The Academy Choir and Baroque Players, conductor Matthew Best, with soloists Mary Bevan, David Allsopp, Andrew Tortise are performing Bach's Mass in B Minor, and the Schubert Ensemble perform a double concert celebrating the music associated with Vienna from Mozart to Mahler.

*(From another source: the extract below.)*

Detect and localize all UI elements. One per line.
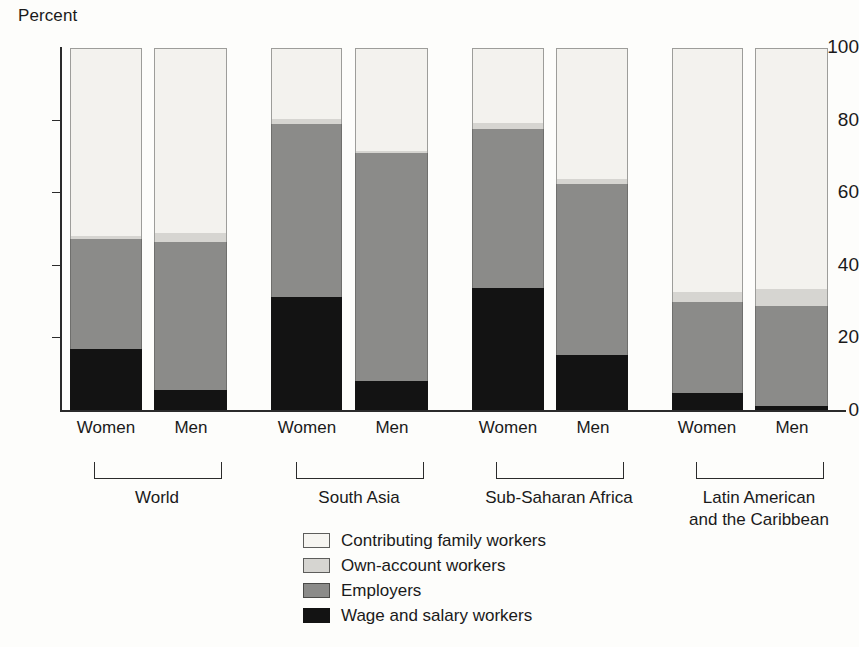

Other highlights include violinist Victoria Mullova and friends (including cellist Matthew Barley) in music by Brazilian composers, and Sir Willard White and Counterpoise in a programme of American inspired music from Gershwin to Art Tatum and Piazzolla. Tenebrae, conductor Nigel Short, will combined movements from Joby Talbot's Path of Miracles, with Holst's Evening Watch, plainchant and Palestrina. The Wihan and Sacconi Quartets join forces for a programme of octets, Quatuor Diotima performs a programme of Debussy, Dutilleux, Stravinsky and Ravel, and trumpeter Hakan Hardenberger joins forces with percussionist Colin Currie.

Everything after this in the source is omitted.